#### Task requirements
Take the line with "Identify the location of WOOBRO." as the first and the last line of the data as the end. Write out both and every line between exactly, except pictures.

# # # # #

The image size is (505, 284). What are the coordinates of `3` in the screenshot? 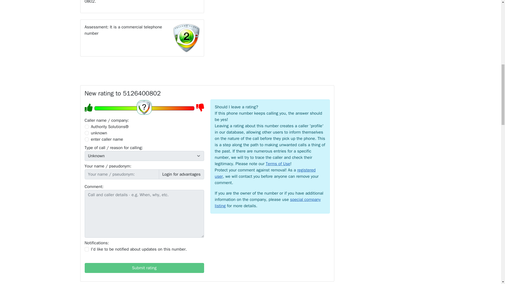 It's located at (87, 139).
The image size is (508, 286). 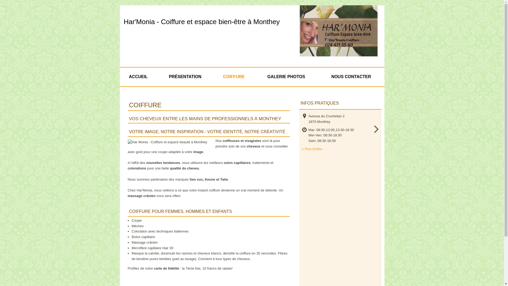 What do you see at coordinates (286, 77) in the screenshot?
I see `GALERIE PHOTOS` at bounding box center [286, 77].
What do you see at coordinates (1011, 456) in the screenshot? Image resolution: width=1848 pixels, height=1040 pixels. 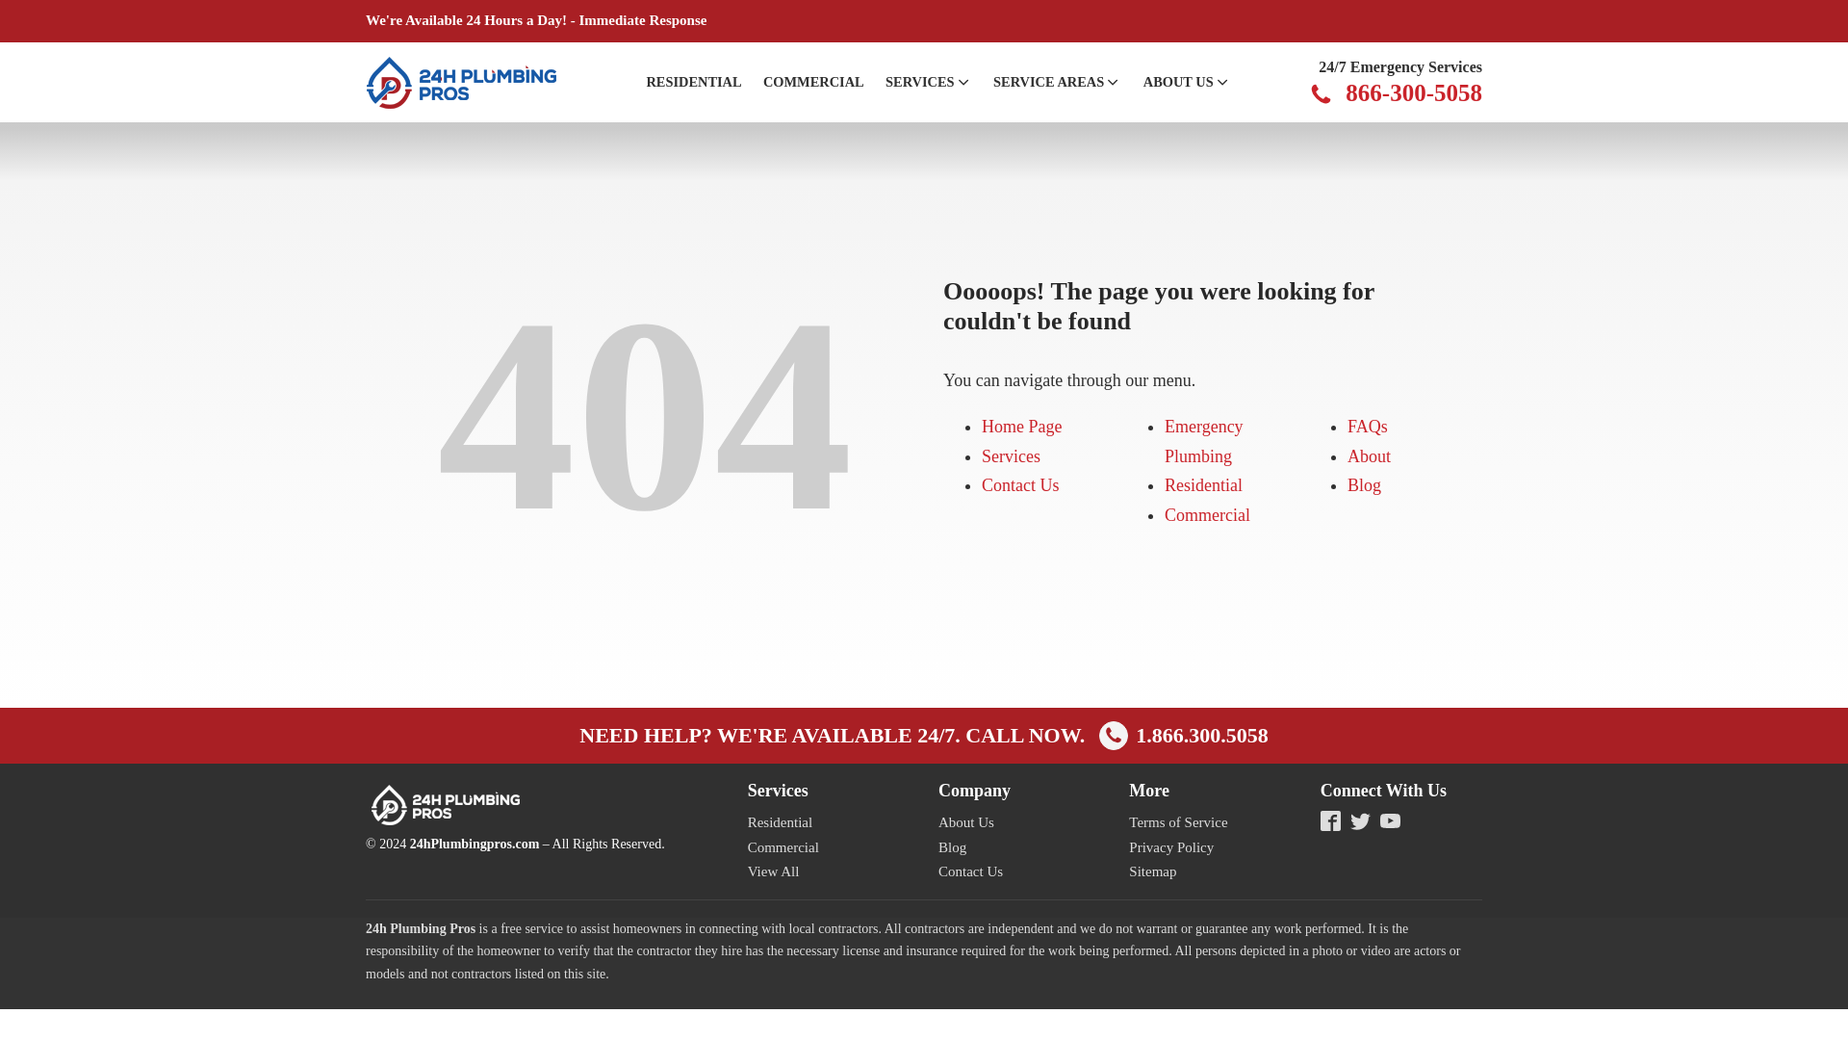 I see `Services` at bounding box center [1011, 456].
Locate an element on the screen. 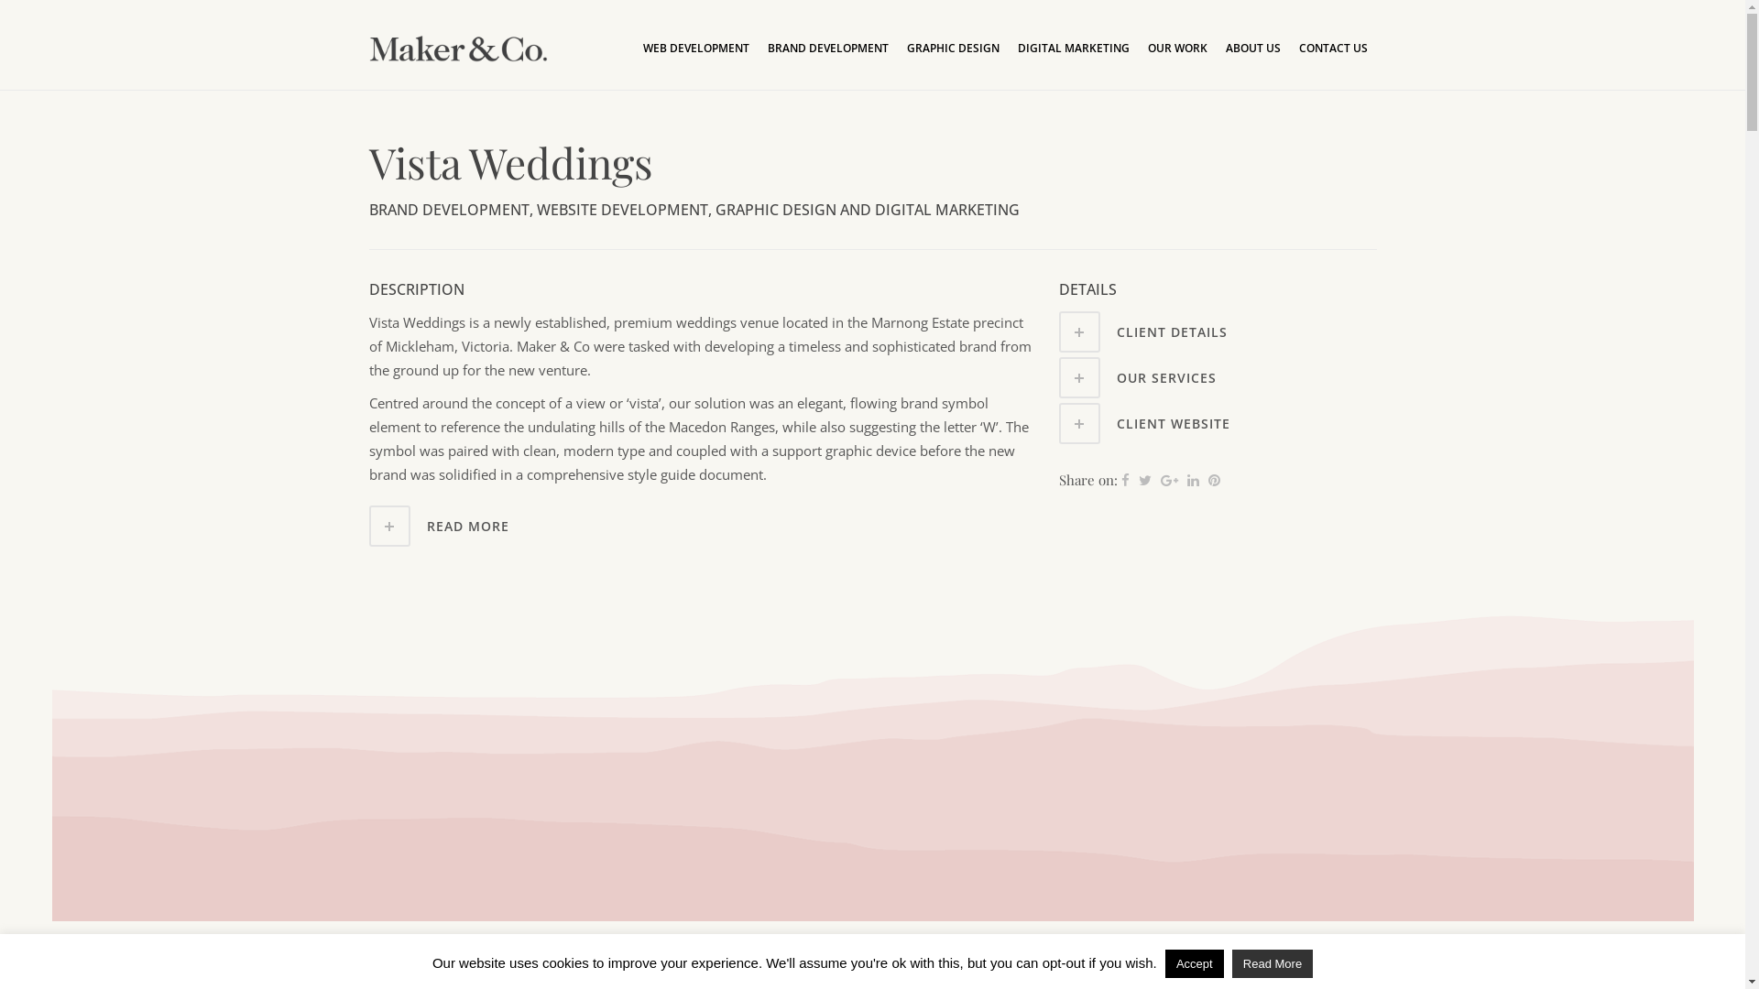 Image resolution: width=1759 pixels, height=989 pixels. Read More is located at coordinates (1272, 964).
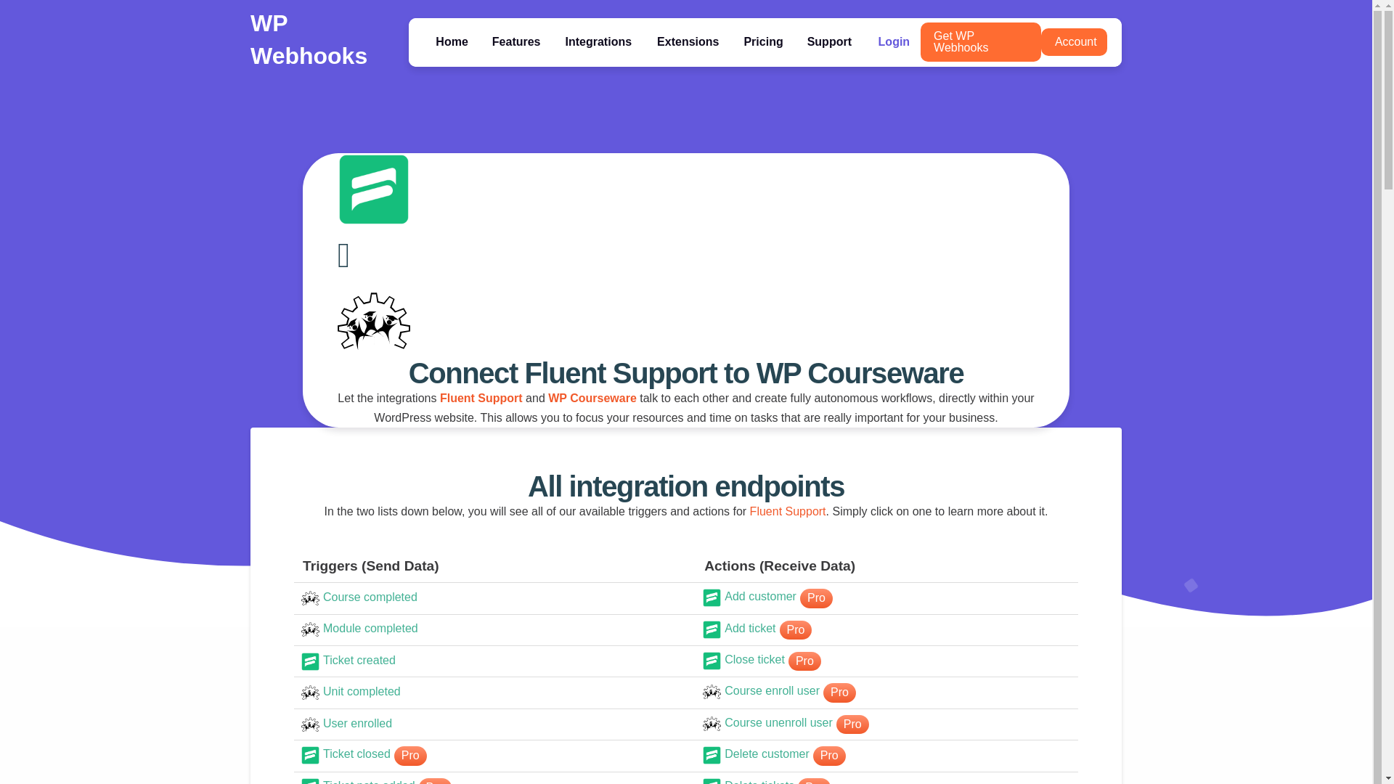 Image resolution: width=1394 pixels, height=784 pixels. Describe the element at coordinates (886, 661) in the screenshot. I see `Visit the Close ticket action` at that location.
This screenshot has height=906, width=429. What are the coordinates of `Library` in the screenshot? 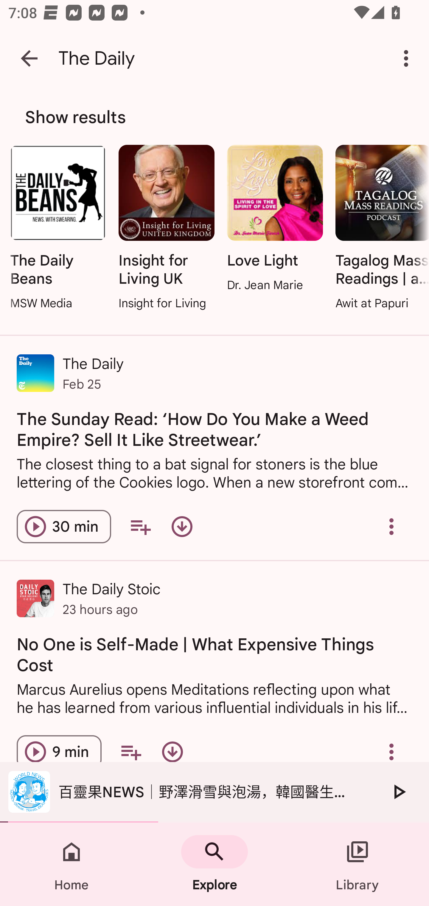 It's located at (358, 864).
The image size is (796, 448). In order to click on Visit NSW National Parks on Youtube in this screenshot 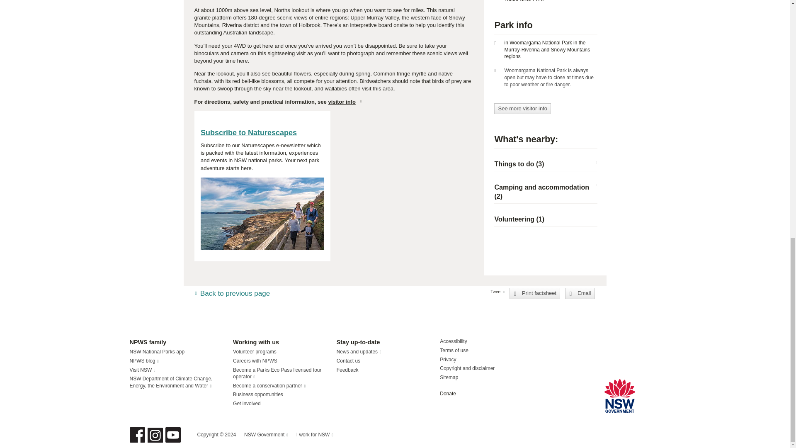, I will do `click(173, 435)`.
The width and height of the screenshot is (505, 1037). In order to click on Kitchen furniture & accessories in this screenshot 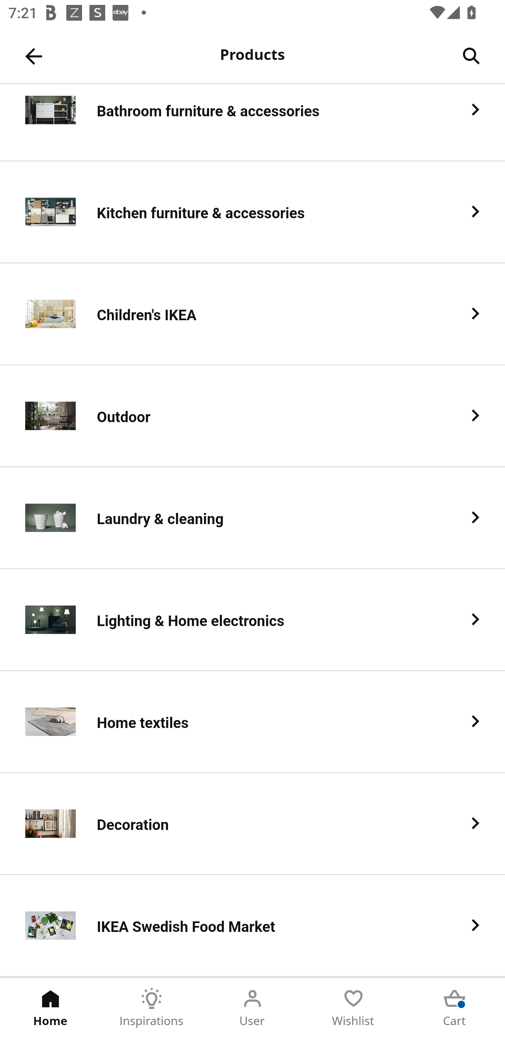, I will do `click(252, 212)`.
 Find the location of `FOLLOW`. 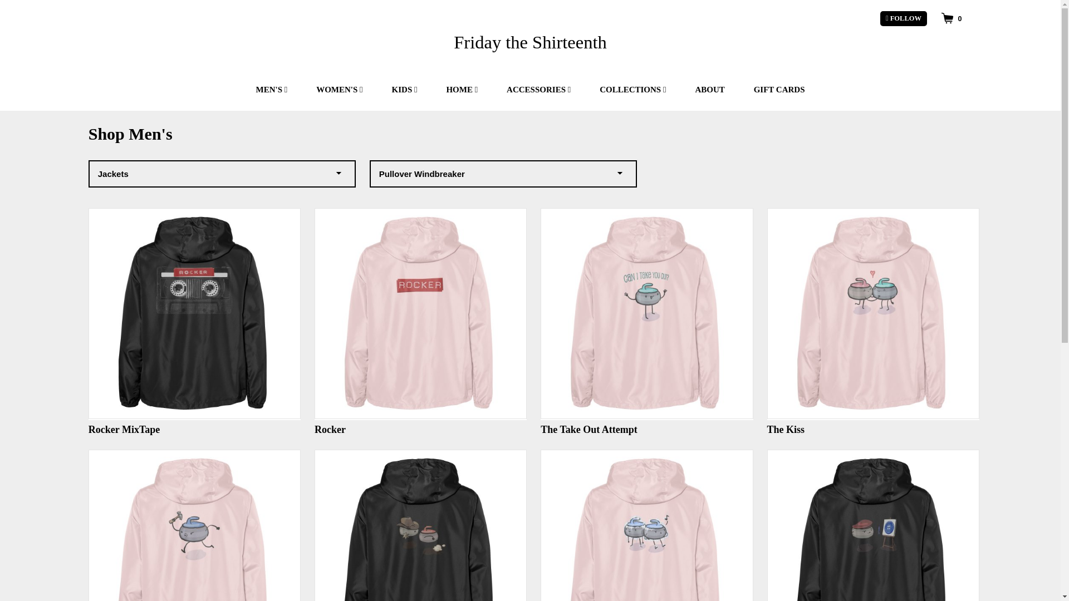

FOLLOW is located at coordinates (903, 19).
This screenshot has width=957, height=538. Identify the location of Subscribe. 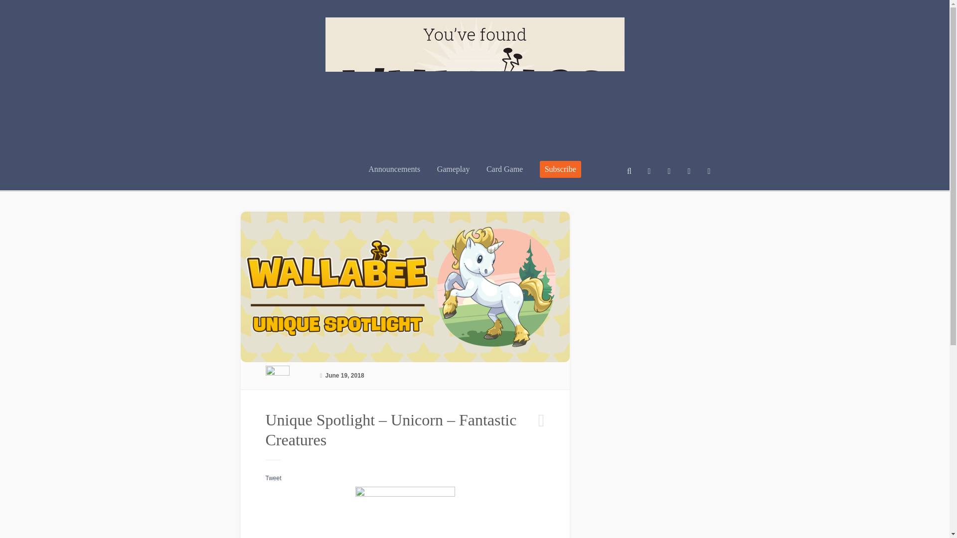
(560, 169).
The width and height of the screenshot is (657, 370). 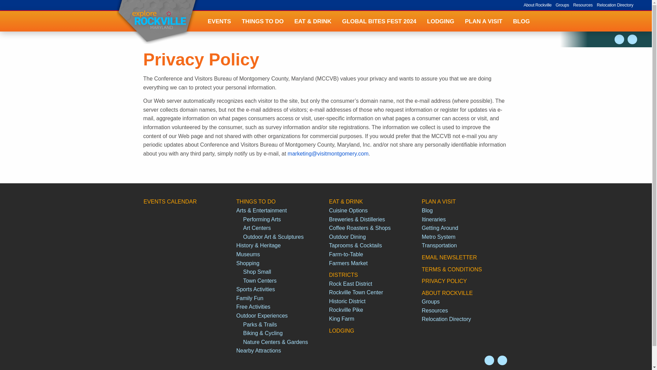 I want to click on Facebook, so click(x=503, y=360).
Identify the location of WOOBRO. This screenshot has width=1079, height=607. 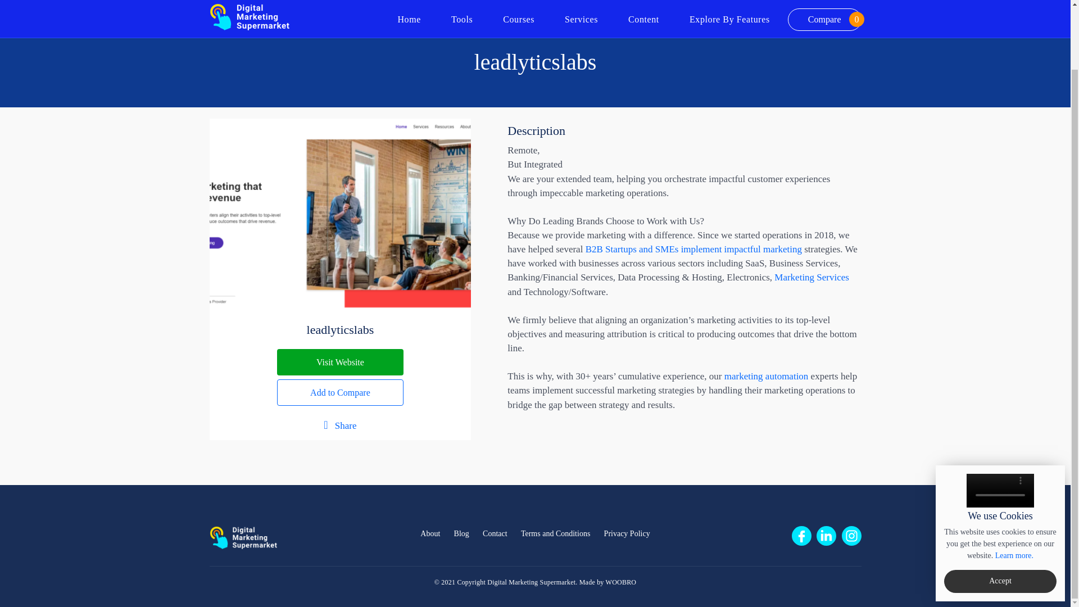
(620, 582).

# # # # #

#### Result
Identify the location of WOOBRO. This screenshot has width=1079, height=607. 
(620, 582).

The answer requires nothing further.